Marketers see workflow gains from AI but trust and complexity slow wider adoption

Generative AI is now standard in most marketing workflows, with 82% of teams using it for creative production. But autonomous AI agents remain unused at 54% of companies, blocked by trust gaps and integration complexity.

Categorized in: AI News Marketing
Published on: May 06, 2026
Marketers see workflow gains from AI but trust and complexity slow wider adoption

Marketers see AI benefits in creative work, but trust issues slow adoption of autonomous agents

Generative AI tools embedded in marketing workflows are delivering measurable results - faster creative production, better KPI analysis, and streamlined asset creation. Yet adoption of more advanced AI agents and automation remains stuck at just under half of marketing teams, held back primarily by trust concerns and technical complexity.

The findings come from a fourth-quarter 2025 survey of 142 brand and agency professionals, plus interviews with marketing and technology executives overseeing AI investments.

Where generative AI is working

Generative AI sees higher adoption than predictive AI across marketing workflows. Eighty-two percent of respondents use it for creative production, 81% for marketing tasks, and 75% for external communications.

Unilever's Beauty AI studio, built with marketing services group Brandtech, illustrates the practical impact. The in-house system generates assets for paid social, display, and e-commerce. Before the system, Unilever created roughly 20 assets per campaign. Now it generates 400 per product, according to Selina Sykes, global VP and head of marketing transformation for beauty and wellbeing at Unilever.

"It's a different way of working," Sykes said. "We used to send briefs off and get content back. Now it's this agile, iterative approach."

Predictive AI sees less adoption overall but finds its strongest use in measurement. Forty-eight percent of respondents use it for KPI analysis. Kroger Precision Marketing, the data science and retail media division of Kroger, recently launched an AI-generated email digest for suppliers that analyzes performance across short and long-term KPIs.

Adoption lags for media buying and financial work

Marketing teams use both generative and predictive AI less frequently for media buying and planning. Only 35% use predictive AI for this work, and 25% use generative AI.

Some executives see untapped potential here. At the Digiday Media Buying Summit in October, agency professionals discussed using AI to analyze requests for proposal, offering a faster initial review before human teams take over. For smaller brands and agencies with limited staff, AI could handle routine optimization and A/B testing that larger firms automate through platform tools.

Agentic AI faces a trust problem

Agentic AI - systems that anticipate needs and execute tasks autonomously without constant human input - remains the least adopted form of AI among marketers. Fifty-four percent of survey respondents said their companies don't use it at all.

The core issue is trust. Unlike generative or predictive AI, agentic systems run without human feedback at each step. If an agent hallucinates or misinterprets information, downstream tasks compound the error. Marc Maleh, global CTO at design and technology agency Huge, said marketers need clear governance frameworks before delegating authority to autonomous agents.

"There is a governance concern, especially with agentic and data access," Maleh said. "What do I want to give an agentic AI the rights to do on my behalf?"

Eric Lee, CTO at creative technology agency Left Field Labs, said building trust happens incrementally. Teams start with small, defined tasks - what he calls "micromanaged agents" - before expanding their scope.

"Building up that trust is a process, just like it would be with a human," Lee said.

Technical complexity is the bigger barrier

Beyond trust, agentic AI's technical demands present a steeper obstacle. These systems typically link multiple tools - APIs, large language models, and other platforms - rather than functioning as standalone applications. That integration complexity means few vendors have gotten agentic AI to work reliably at scale.

Sarah Mehler, CEO of Left Field Labs, said the industry is shifting from collecting as much data as possible to determining the right amount needed for autonomous systems to function effectively.

"Agentic AI is really hard to do, and not everybody can," Mehler said. "There are very few examples of it actually working well in the world."

Matt Maher, founder of independent research and research firm M7 Innovations, said marketers need to prepare infrastructure now for agentic systems. That means ensuring websites and backend systems can work with autonomous agents, and stacking tools in ways that maximize efficiency across the marketing operation.

For AI for marketing teams, the practical takeaway is clear: generative and predictive AI deliver immediate value in creative and analytical work. Agentic AI remains a future capability - one worth planning for, but not yet ready for broad deployment.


■ TASK OBJECTIVE: I need each line of the entries below that includes the string "right".

■ MATERIAL SUPPLIED:

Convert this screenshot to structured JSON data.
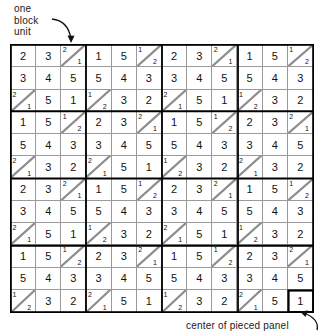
{
  "annotations": {
    "top_label": "one\nblock\nunit",
    "bottom_label": "center of pieced panel",
    "top_arrow_icon": "curved-arrow-down-right-icon",
    "bottom_arrow_icon": "curved-arrow-up-right-icon"
  },
  "grid": {
    "columns": 12,
    "rows": 12,
    "block_unit_size": 3,
    "line_color": "#9a9a9a",
    "bold_line_color": "#000000",
    "diagonal_direction": "bottom-left-to-top-right",
    "cells": [
      [
        {
          "type": "plain",
          "value": "2"
        },
        {
          "type": "plain",
          "value": "3"
        },
        {
          "type": "split",
          "top": "2",
          "bottom": "1"
        },
        {
          "type": "plain",
          "value": "1"
        },
        {
          "type": "plain",
          "value": "5"
        },
        {
          "type": "split",
          "top": "1",
          "bottom": "2"
        },
        {
          "type": "plain",
          "value": "2"
        },
        {
          "type": "plain",
          "value": "3"
        },
        {
          "type": "split",
          "top": "2",
          "bottom": "1"
        },
        {
          "type": "plain",
          "value": "1"
        },
        {
          "type": "plain",
          "value": "5"
        },
        {
          "type": "split",
          "top": "1",
          "bottom": "2"
        }
      ],
      [
        {
          "type": "plain",
          "value": "3"
        },
        {
          "type": "plain",
          "value": "4"
        },
        {
          "type": "plain",
          "value": "5"
        },
        {
          "type": "plain",
          "value": "5"
        },
        {
          "type": "plain",
          "value": "4"
        },
        {
          "type": "plain",
          "value": "3"
        },
        {
          "type": "plain",
          "value": "3"
        },
        {
          "type": "plain",
          "value": "4"
        },
        {
          "type": "plain",
          "value": "5"
        },
        {
          "type": "plain",
          "value": "5"
        },
        {
          "type": "plain",
          "value": "4"
        },
        {
          "type": "plain",
          "value": "3"
        }
      ],
      [
        {
          "type": "split",
          "top": "2",
          "bottom": "1"
        },
        {
          "type": "plain",
          "value": "5"
        },
        {
          "type": "plain",
          "value": "1"
        },
        {
          "type": "split",
          "top": "1",
          "bottom": "2"
        },
        {
          "type": "plain",
          "value": "3"
        },
        {
          "type": "plain",
          "value": "2"
        },
        {
          "type": "split",
          "top": "2",
          "bottom": "1"
        },
        {
          "type": "plain",
          "value": "5"
        },
        {
          "type": "plain",
          "value": "1"
        },
        {
          "type": "split",
          "top": "1",
          "bottom": "2"
        },
        {
          "type": "plain",
          "value": "3"
        },
        {
          "type": "plain",
          "value": "2"
        }
      ],
      [
        {
          "type": "plain",
          "value": "1"
        },
        {
          "type": "plain",
          "value": "5"
        },
        {
          "type": "split",
          "top": "1",
          "bottom": "2"
        },
        {
          "type": "plain",
          "value": "2"
        },
        {
          "type": "plain",
          "value": "3"
        },
        {
          "type": "split",
          "top": "2",
          "bottom": "1"
        },
        {
          "type": "plain",
          "value": "1"
        },
        {
          "type": "plain",
          "value": "5"
        },
        {
          "type": "split",
          "top": "1",
          "bottom": "2"
        },
        {
          "type": "plain",
          "value": "2"
        },
        {
          "type": "plain",
          "value": "3"
        },
        {
          "type": "split",
          "top": "2",
          "bottom": "1"
        }
      ],
      [
        {
          "type": "plain",
          "value": "5"
        },
        {
          "type": "plain",
          "value": "4"
        },
        {
          "type": "plain",
          "value": "3"
        },
        {
          "type": "plain",
          "value": "3"
        },
        {
          "type": "plain",
          "value": "4"
        },
        {
          "type": "plain",
          "value": "5"
        },
        {
          "type": "plain",
          "value": "5"
        },
        {
          "type": "plain",
          "value": "4"
        },
        {
          "type": "plain",
          "value": "3"
        },
        {
          "type": "plain",
          "value": "3"
        },
        {
          "type": "plain",
          "value": "4"
        },
        {
          "type": "plain",
          "value": "5"
        }
      ],
      [
        {
          "type": "split",
          "top": "2",
          "bottom": "1"
        },
        {
          "type": "plain",
          "value": "3"
        },
        {
          "type": "plain",
          "value": "2"
        },
        {
          "type": "split",
          "top": "2",
          "bottom": "1"
        },
        {
          "type": "plain",
          "value": "5"
        },
        {
          "type": "plain",
          "value": "1"
        },
        {
          "type": "split",
          "top": "1",
          "bottom": "2"
        },
        {
          "type": "plain",
          "value": "3"
        },
        {
          "type": "plain",
          "value": "2"
        },
        {
          "type": "split",
          "top": "2",
          "bottom": "1"
        },
        {
          "type": "plain",
          "value": "3"
        },
        {
          "type": "plain",
          "value": "2"
        }
      ],
      [
        {
          "type": "plain",
          "value": "2"
        },
        {
          "type": "plain",
          "value": "3"
        },
        {
          "type": "split",
          "top": "2",
          "bottom": "1"
        },
        {
          "type": "plain",
          "value": "1"
        },
        {
          "type": "plain",
          "value": "5"
        },
        {
          "type": "split",
          "top": "1",
          "bottom": "2"
        },
        {
          "type": "plain",
          "value": "2"
        },
        {
          "type": "plain",
          "value": "3"
        },
        {
          "type": "split",
          "top": "2",
          "bottom": "1"
        },
        {
          "type": "plain",
          "value": "1"
        },
        {
          "type": "plain",
          "value": "5"
        },
        {
          "type": "split",
          "top": "1",
          "bottom": "2"
        }
      ],
      [
        {
          "type": "plain",
          "value": "3"
        },
        {
          "type": "plain",
          "value": "4"
        },
        {
          "type": "plain",
          "value": "5"
        },
        {
          "type": "plain",
          "value": "5"
        },
        {
          "type": "plain",
          "value": "4"
        },
        {
          "type": "plain",
          "value": "3"
        },
        {
          "type": "plain",
          "value": "3"
        },
        {
          "type": "plain",
          "value": "4"
        },
        {
          "type": "plain",
          "value": "5"
        },
        {
          "type": "plain",
          "value": "5"
        },
        {
          "type": "plain",
          "value": "4"
        },
        {
          "type": "plain",
          "value": "3"
        }
      ],
      [
        {
          "type": "split",
          "top": "2",
          "bottom": "1"
        },
        {
          "type": "plain",
          "value": "5"
        },
        {
          "type": "plain",
          "value": "1"
        },
        {
          "type": "split",
          "top": "1",
          "bottom": "2"
        },
        {
          "type": "plain",
          "value": "3"
        },
        {
          "type": "plain",
          "value": "2"
        },
        {
          "type": "split",
          "top": "2",
          "bottom": "1"
        },
        {
          "type": "plain",
          "value": "5"
        },
        {
          "type": "plain",
          "value": "1"
        },
        {
          "type": "split",
          "top": "1",
          "bottom": "2"
        },
        {
          "type": "plain",
          "value": "3"
        },
        {
          "type": "plain",
          "value": "2"
        }
      ],
      [
        {
          "type": "plain",
          "value": "1"
        },
        {
          "type": "plain",
          "value": "5"
        },
        {
          "type": "split",
          "top": "1",
          "bottom": "2"
        },
        {
          "type": "plain",
          "value": "2"
        },
        {
          "type": "plain",
          "value": "3"
        },
        {
          "type": "split",
          "top": "2",
          "bottom": "1"
        },
        {
          "type": "plain",
          "value": "1"
        },
        {
          "type": "plain",
          "value": "5"
        },
        {
          "type": "split",
          "top": "1",
          "bottom": "2"
        },
        {
          "type": "plain",
          "value": "2"
        },
        {
          "type": "plain",
          "value": "3"
        },
        {
          "type": "split",
          "top": "2",
          "bottom": "1"
        }
      ],
      [
        {
          "type": "plain",
          "value": "5"
        },
        {
          "type": "plain",
          "value": "4"
        },
        {
          "type": "plain",
          "value": "3"
        },
        {
          "type": "plain",
          "value": "3"
        },
        {
          "type": "plain",
          "value": "4"
        },
        {
          "type": "plain",
          "value": "5"
        },
        {
          "type": "plain",
          "value": "5"
        },
        {
          "type": "plain",
          "value": "4"
        },
        {
          "type": "plain",
          "value": "3"
        },
        {
          "type": "plain",
          "value": "3"
        },
        {
          "type": "plain",
          "value": "4"
        },
        {
          "type": "plain",
          "value": "5"
        }
      ],
      [
        {
          "type": "split",
          "top": "1",
          "bottom": "2"
        },
        {
          "type": "plain",
          "value": "3"
        },
        {
          "type": "plain",
          "value": "2"
        },
        {
          "type": "split",
          "top": "2",
          "bottom": "1"
        },
        {
          "type": "plain",
          "value": "5"
        },
        {
          "type": "plain",
          "value": "1"
        },
        {
          "type": "split",
          "top": "1",
          "bottom": "2"
        },
        {
          "type": "plain",
          "value": "3"
        },
        {
          "type": "plain",
          "value": "2"
        },
        {
          "type": "split",
          "top": "2",
          "bottom": "1"
        },
        {
          "type": "plain",
          "value": "5"
        },
        {
          "type": "plain",
          "value": "1",
          "highlight": true
        }
      ]
    ]
  }
}
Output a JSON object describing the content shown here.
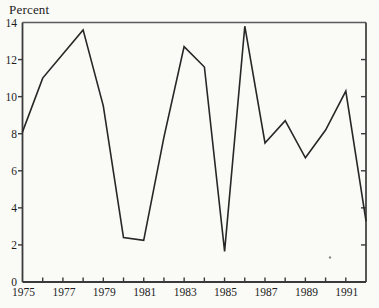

■ FINISHED EXERCISE:
    "top_arrow_icon": "curved-arrow-down-right-icon",
    "bottom_arrow_icon": "curved-arrow-up-right-icon"
    "diagonal_direction": "bottom-left-to-top-right",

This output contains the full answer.